A Quote by Shaun King

When 3 million more people vote for a presidential candidate, but that candidate still loses, the system sucks. Period. It's broken. I think it's broken if the candidate loses by one vote and still wins. Losing by 3 million votes, but still winning the election, is preposterous.
In the 2000 presidential election, Al Gore got more votes than George W. Bush, but still lost the election. The Supreme Court's ruling in Florida gave Bush that pivotal state, and doomed Gore to lose the Electoral College. That odd scenario - where the candidate with the most votes loses - has happened three times in U.S. history.
Race is still a powerful force in this country. Any African American candidate, or any Latino candidate, or Asian candidate or woman candidate confronts a higher threshold in establishing himself to the voters ... Are some voters not going to vote for me because I'm African American? Those are the same voters who probably wouldn't vote for me because of my politics.
I will not vote for a candidate who thinks you can 'pray away the gay,' I will not vote for a candidate who thinks that he has more rights to my uterus than I do, I will not vote for a candidate who thinks that it's okay to dump toxic waste in the ocean.
I will not vote for a candidate who thinks you can 'pray away the gay;' I will not vote for a candidate who thinks that he has more rights to my uterus than I do; I will not vote for a candidate who thinks that it's okay to dump toxic waste in the ocean.
Nothing will motivate conservative evangelical Christians to vote Republican in the 2008 presidential election more than a Democratic nominee named Hillary Rodham Clinton - not even a run by the devil himself ... I certainly hope that Hillary is the candidate. She has $300 million so far. But I hope she's the candidate. Because nothing will energize my [constituency] like Hillary Clinton. If Lucifer ran, he wouldn't.
You will vote for first choice candidate whether or not you think he'll win. But I'm saying you may find yourself for a candidate, a middling candidate, a candidate you don't think very well of, really. And you really don't like to avoid a catastrophe. Well, maybe that's a good thing. You can argue that back and forth.
When I cover a major presidential, when I vote for a major presidential, or when I cover a major presidential candidate out on the campaign trail, I make it a policy not to vote on the presidential ballot in that election.
I believe that it is preferable sometimes to have one candidate rather another candidate, while you understand that that is not the solution. Sometimes the lesser evil is not so lesser, so you want to ignore that, and you either do not vote or vote for third party as a protest against the party system.
But did you know that during the past quarter century, no presidential election has been won by more than ten million ballots cast? Yet every federal election during the same time period had at least one hundred million people of voting age who did not bother to vote!
At every election, my vote goes to the candidate less likely to declare war. You're dropping hugely expensive pieces of exploding metal on a population. America deserves the president it gets, whether the country votes for them or allows their vote to be stolen, and the least we can do is to elect someone who won't do that to other people.
They say John Kerry is the first Democratic presidential candidate in history to raise $50 million in a three-month period. Actually, that's nothing. He once raised $500 million with two words: 'I do.'
I really believe that anybody on the Left or the Right that tries to invoke the teachings of Jesus to say they should vote for this candidate or that candidate, I think they're stretching Scripture.
Vote for the candidate you believe would be the best candidate. That's the way it should work.
The 2012 presidential campaign's turn away from the classic, straight-up, American election - where the candidate who gets the most votes nationwide wins - is another sad reminder of the extreme political polarization distorting today's politics. No one talks about a 50-state strategy for winning the presidency these days.
There is no evidence at all that a voting booth was hacked or one person's vote in America was taken from Trump candidate to Clinton candidate.
I would not vote for the Democratic candidate. I could not vote for Donald Trump. I would therefore have to write in someone. I could get behind any other Republican candidate, any of them.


__PROMPT__: Copy out each line of the data below in which the string "vertical" appears.

··· DATASET

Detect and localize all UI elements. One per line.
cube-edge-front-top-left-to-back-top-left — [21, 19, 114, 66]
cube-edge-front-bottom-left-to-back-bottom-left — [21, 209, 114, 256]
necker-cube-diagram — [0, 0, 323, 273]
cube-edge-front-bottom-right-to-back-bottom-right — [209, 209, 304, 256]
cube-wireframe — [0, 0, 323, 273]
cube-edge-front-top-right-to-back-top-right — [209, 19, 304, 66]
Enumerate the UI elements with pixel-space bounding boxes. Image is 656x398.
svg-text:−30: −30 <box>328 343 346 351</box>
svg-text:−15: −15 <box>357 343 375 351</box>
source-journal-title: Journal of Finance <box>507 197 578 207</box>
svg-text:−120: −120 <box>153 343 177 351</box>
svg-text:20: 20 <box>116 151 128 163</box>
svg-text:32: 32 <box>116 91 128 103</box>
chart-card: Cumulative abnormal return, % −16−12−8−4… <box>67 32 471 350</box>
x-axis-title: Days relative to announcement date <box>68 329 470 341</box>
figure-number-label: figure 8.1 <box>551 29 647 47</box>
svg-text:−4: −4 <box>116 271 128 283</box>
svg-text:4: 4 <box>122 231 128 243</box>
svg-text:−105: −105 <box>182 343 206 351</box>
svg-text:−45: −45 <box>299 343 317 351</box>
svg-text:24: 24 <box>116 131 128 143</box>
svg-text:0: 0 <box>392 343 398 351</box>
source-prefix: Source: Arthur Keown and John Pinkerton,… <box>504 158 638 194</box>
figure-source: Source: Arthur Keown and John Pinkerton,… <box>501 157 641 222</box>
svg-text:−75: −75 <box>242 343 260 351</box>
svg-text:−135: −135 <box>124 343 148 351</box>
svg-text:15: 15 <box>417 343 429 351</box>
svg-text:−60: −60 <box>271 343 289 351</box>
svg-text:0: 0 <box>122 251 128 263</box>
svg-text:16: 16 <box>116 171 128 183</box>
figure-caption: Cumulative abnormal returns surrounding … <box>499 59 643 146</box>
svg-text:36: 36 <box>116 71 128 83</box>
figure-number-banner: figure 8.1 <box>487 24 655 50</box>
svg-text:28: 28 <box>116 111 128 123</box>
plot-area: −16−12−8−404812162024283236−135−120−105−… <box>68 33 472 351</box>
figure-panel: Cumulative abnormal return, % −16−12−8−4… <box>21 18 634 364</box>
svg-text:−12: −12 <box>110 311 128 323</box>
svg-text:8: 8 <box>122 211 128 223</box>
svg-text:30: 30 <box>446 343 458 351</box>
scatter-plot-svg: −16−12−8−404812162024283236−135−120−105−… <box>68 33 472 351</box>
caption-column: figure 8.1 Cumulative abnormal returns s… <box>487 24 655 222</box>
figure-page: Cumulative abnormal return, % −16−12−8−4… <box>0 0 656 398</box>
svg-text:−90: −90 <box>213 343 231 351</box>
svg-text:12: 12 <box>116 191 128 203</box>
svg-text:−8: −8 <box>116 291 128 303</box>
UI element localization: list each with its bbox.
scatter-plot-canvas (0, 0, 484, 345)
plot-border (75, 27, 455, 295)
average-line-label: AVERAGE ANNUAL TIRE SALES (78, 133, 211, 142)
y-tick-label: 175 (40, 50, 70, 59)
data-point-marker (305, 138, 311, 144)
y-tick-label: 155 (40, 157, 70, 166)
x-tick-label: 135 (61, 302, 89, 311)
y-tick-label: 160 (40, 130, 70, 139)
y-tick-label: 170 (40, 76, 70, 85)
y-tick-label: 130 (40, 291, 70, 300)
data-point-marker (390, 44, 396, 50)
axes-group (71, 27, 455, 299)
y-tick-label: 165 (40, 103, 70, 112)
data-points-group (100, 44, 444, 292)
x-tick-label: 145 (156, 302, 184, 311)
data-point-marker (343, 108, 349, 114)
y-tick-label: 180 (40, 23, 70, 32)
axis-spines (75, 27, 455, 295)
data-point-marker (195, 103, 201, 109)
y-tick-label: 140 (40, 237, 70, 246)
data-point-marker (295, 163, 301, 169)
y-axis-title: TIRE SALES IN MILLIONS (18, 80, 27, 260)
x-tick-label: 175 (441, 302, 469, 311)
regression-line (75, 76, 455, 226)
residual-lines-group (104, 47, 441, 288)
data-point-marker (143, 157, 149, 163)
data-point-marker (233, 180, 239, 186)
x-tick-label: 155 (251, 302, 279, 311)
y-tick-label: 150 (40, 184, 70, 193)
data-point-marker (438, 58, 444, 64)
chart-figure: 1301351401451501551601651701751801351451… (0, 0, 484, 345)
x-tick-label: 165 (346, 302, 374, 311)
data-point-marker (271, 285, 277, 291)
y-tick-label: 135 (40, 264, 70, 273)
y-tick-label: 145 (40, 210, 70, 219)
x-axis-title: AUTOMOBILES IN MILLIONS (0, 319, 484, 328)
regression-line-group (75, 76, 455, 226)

······
··· DATASET

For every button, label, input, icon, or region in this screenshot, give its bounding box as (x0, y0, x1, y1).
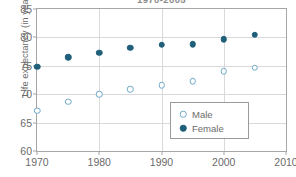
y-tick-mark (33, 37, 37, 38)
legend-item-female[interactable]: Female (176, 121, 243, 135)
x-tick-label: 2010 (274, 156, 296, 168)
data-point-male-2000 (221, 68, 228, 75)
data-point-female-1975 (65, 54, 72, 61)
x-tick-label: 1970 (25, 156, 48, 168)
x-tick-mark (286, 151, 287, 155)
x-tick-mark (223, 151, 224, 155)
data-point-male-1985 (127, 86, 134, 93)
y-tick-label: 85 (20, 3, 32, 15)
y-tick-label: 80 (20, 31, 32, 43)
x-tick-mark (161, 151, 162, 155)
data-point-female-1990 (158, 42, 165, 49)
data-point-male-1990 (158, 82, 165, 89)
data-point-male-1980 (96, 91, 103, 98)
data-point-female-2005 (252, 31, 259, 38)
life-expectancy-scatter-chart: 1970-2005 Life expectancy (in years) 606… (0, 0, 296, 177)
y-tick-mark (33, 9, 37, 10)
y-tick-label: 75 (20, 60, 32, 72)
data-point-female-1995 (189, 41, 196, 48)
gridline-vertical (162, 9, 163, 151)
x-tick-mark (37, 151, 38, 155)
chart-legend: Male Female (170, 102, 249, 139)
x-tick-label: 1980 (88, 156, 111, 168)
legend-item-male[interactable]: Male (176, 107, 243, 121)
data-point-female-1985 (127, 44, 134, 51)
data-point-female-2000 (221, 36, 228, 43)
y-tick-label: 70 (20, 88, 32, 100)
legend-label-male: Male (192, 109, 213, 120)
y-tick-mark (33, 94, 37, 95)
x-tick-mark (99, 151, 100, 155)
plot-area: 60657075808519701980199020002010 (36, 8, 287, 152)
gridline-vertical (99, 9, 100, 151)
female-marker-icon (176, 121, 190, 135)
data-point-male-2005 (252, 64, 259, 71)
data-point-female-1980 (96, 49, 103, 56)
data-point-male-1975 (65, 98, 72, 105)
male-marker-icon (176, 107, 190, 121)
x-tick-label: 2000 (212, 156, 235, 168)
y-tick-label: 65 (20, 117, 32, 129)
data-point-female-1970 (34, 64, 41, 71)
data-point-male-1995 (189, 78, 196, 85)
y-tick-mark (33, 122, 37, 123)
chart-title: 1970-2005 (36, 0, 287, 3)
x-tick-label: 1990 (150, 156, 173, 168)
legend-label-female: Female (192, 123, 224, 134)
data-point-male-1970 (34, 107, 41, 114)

······
··· DATASET

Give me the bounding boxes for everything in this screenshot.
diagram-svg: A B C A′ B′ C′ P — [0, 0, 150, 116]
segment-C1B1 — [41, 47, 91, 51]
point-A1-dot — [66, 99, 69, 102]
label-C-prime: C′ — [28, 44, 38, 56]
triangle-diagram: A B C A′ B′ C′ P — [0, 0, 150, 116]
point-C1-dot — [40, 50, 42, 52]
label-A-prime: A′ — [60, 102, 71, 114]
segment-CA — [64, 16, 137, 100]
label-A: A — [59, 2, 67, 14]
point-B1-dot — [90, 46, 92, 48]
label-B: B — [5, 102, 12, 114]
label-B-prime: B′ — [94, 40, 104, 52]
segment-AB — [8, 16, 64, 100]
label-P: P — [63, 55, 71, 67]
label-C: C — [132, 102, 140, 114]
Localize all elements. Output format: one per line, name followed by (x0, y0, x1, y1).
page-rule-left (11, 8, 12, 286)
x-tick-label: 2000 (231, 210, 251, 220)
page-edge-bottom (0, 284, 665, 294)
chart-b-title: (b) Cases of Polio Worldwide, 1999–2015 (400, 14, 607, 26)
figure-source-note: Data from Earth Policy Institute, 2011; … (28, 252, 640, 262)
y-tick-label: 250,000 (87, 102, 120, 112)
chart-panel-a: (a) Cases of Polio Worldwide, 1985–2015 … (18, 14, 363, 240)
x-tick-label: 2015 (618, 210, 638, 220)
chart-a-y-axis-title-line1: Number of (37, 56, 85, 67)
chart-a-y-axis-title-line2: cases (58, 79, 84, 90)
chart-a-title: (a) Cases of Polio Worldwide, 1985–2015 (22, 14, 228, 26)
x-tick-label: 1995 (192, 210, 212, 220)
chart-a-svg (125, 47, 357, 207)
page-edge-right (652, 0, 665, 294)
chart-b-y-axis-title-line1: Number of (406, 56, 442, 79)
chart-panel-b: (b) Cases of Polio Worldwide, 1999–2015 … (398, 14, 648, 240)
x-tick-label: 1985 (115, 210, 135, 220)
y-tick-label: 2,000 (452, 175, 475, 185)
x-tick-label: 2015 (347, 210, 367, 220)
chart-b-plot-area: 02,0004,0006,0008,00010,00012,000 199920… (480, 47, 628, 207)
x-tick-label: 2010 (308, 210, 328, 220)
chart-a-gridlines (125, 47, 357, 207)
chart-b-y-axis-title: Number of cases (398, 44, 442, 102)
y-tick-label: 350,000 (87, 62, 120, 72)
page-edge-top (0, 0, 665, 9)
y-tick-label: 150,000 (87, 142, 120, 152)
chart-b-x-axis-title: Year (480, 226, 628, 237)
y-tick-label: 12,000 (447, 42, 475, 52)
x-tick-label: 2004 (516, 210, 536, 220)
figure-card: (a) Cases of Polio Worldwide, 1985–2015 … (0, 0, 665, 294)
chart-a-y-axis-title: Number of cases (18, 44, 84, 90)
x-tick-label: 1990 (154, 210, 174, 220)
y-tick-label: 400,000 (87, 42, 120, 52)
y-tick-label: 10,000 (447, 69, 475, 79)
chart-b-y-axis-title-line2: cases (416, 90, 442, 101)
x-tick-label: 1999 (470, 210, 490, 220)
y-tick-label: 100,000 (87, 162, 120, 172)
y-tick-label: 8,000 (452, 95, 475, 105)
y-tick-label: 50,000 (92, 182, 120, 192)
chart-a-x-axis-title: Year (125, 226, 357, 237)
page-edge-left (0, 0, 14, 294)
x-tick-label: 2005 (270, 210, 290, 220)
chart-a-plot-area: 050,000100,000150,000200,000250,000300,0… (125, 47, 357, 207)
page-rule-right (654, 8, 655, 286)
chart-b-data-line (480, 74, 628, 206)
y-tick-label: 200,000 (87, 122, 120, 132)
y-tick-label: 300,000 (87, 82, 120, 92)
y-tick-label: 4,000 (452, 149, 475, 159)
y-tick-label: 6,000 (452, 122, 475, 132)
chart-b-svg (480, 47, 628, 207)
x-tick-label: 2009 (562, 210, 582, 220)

······

__ANSWER SECTION__:
gridline-vertical (162, 9, 163, 151)
gridline-vertical (99, 9, 100, 151)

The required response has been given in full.